Changing Times: Findings From the First Longitudinal Study of Later High School Start Times

Kyla Wahlstrom

In the early 1990s, medical research found that teenagers have biologically different sleep and wake patterns than the preadolescent or adult population. On the basis of that information, in 1997 the seven comprehensive high schools in the Minneapolis Public School District shifted the school start time from 7:15 a.m. to 8:40 a.m. This article examines that change, finding significant benefits such as improved attendance and enrollment rates, less sleeping in class, and less student-reported depression. Policy implications are briefly discussed, acknowledging this to be a highly charged issue in school districts across the United States. Recent research information about the sleep needs of adolescents and the influence of sleep on learning and behavior has captured the attention of school districts across the United States. Physicians, parents, school board members, and others are asking school administrators and policymakers to acknowledge the medical evidence about the biological sleep patterns of teenagers and to adjust school schedules accordingly. The discussions and debates have been intense because this is a multifaceted issue. School administrators are being asked to weigh the factual information about the biology of adolescents’ sleep patterns against the competing demands of teachers’ work preferences, athletic and afterschool activity schedules, and bus transportation schedules. This article presents findings from a 4-year study in a large, urban school district that altered high school start times significantly from 7:15 a.m. to 8:40 a.m. This change affected more than 12,000 secondary students within a total K‐12 population of nearly 51,000 students. Theoretical PerspectivesIn the early 1990s, medical research found that teenagers have biologically different sleep and wake patterns than the preadolescent or adult population. On the basis of that information, in 1997 the seven comprehensive high schools in the Minneapolis Public School District shifted the school start timefrom 7:15 a. m. to 8:40 a. m. This article examines that change, finding significant benefits such as improved attendance and enrollment rates, less sleeping in class, and less student-reported depression. Policy implications are briefly discussed, acknowledging this to be a highly charged issue in school districts across the United States.

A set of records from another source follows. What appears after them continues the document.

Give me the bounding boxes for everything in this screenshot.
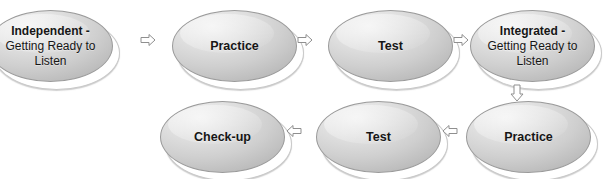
node-test-bottom[interactable]: Test — [316, 101, 441, 173]
node-label-line1: Integrated - — [477, 24, 588, 39]
arrow-test-to-integrated — [453, 32, 469, 48]
arrow-practice-to-test-bottom — [442, 123, 458, 139]
node-label-line2: Getting Ready to Listen — [477, 39, 588, 69]
node-body: Integrated - Getting Ready to Listen — [470, 10, 595, 82]
arrow-independent-to-practice — [140, 32, 156, 48]
node-label: Practice — [204, 39, 265, 54]
node-label: Test — [372, 39, 409, 54]
node-body: Check-up — [160, 101, 285, 173]
node-label: Integrated - Getting Ready to Listen — [471, 24, 594, 69]
node-label: Practice — [498, 130, 559, 145]
node-label: Independent - Getting Ready to Listen — [0, 24, 112, 69]
node-label-line1: Independent - — [0, 24, 106, 39]
node-check-up[interactable]: Check-up — [160, 101, 285, 173]
node-integrated-getting-ready-to-listen[interactable]: Integrated - Getting Ready to Listen — [470, 10, 595, 82]
node-body: Test — [316, 101, 441, 173]
node-practice-top[interactable]: Practice — [172, 10, 297, 82]
node-practice-bottom[interactable]: Practice — [466, 101, 591, 173]
node-label: Test — [360, 130, 397, 145]
node-test-top[interactable]: Test — [328, 10, 453, 82]
arrow-test-to-checkup-bottom — [286, 123, 302, 139]
node-body: Test — [328, 10, 453, 82]
arrow-practice-to-test — [297, 32, 313, 48]
node-label-line2: Getting Ready to Listen — [0, 39, 106, 69]
node-body: Practice — [172, 10, 297, 82]
flowchart-diagram: Independent - Getting Ready to Listen Pr… — [0, 0, 604, 179]
arrow-integrated-to-practice-down — [509, 84, 525, 100]
node-label: Check-up — [188, 130, 257, 145]
node-body: Practice — [466, 101, 591, 173]
node-independent-getting-ready-to-listen[interactable]: Independent - Getting Ready to Listen — [0, 10, 113, 82]
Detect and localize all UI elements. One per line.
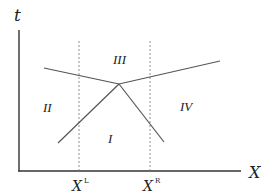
region-label-i: I xyxy=(107,131,113,146)
svg-text:L: L xyxy=(84,177,89,185)
x-axis-label: X xyxy=(247,163,261,182)
svg-text:X: X xyxy=(71,178,83,194)
svg-text:R: R xyxy=(155,177,161,185)
lower-right-line xyxy=(119,84,164,142)
y-axis-label: t xyxy=(14,5,21,25)
svg-text:X: X xyxy=(142,178,154,194)
x-left-label: X L xyxy=(71,177,89,194)
region-label-iii: III xyxy=(112,52,127,67)
x-right-label: X R xyxy=(142,177,161,194)
upper-right-line xyxy=(119,61,220,84)
region-label-iv: IV xyxy=(179,99,194,114)
region-label-ii: II xyxy=(42,100,52,115)
upper-left-line xyxy=(44,68,119,84)
riemann-problem-diagram: t X III II IV I X L X R xyxy=(0,0,277,196)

Journal of Nutrition Education and Behavior | 2002

Children's perceived benefits and barriers in relation to eating breakfast in schools with or without Universal School Breakfast.

Jodi Reddan; Kyla Wahlstrom; Marla Reicks

OBJECTIVE The purpose of this study was to identify and compare perceived benefits and barriers related to breakfast consumption and concerns about weight among children in schools with or without a Universal School Breakfast Program (USBP). DESIGN Teacher-administered survey at the end of a 3-year pilot program. SUBJECTS/SETTINGS Fourth-, fifth-, and sixth-grade students in six USBP pilot schools (n = 827) and four control schools (n = 615). Control and pilot sites were matched by geographic location and socioeconomic status of students. Response rates were > 70%. VARIABLES MEASURED Perceptions of benefits and barriers related to breakfast consumption and weight-related concerns. STATISTICAL ANALYSES PERFORMED Chi-square tests were used to assess statistical differences in categorical responses to survey items. RESULTS The majority of students perceived that eating breakfast provides benefits of increased energy and ability to pay attention in school. Commonly held perceptions of barriers to eating breakfast were lack of time and not being hungry in the morning. Compared with children in non-USBP schools, those in the USBP schools were less likely to wish they were thinner, to go on a diet, or skip breakfast because it might make them fat and more likely to believe that eating breakfast will give them energy and help them pay attention. IMPLICATIONS Based on the results of this study, nutrition educators may find it helpful to develop educational materials and programs based on the reciprocal determinism construct of Social Learning Theory to promote breakfast consumption. The focus should be on practical strategies to address barriers and encourage behavioral changes for both children and their parents.


Phi Delta Kappan | 2011

Principals as cultural leaders

Karen Seashore Louis; Kyla Wahlstrom

Principals shape the culture in positive ways when they share leadership and take responsibility for shaping classroom improvements.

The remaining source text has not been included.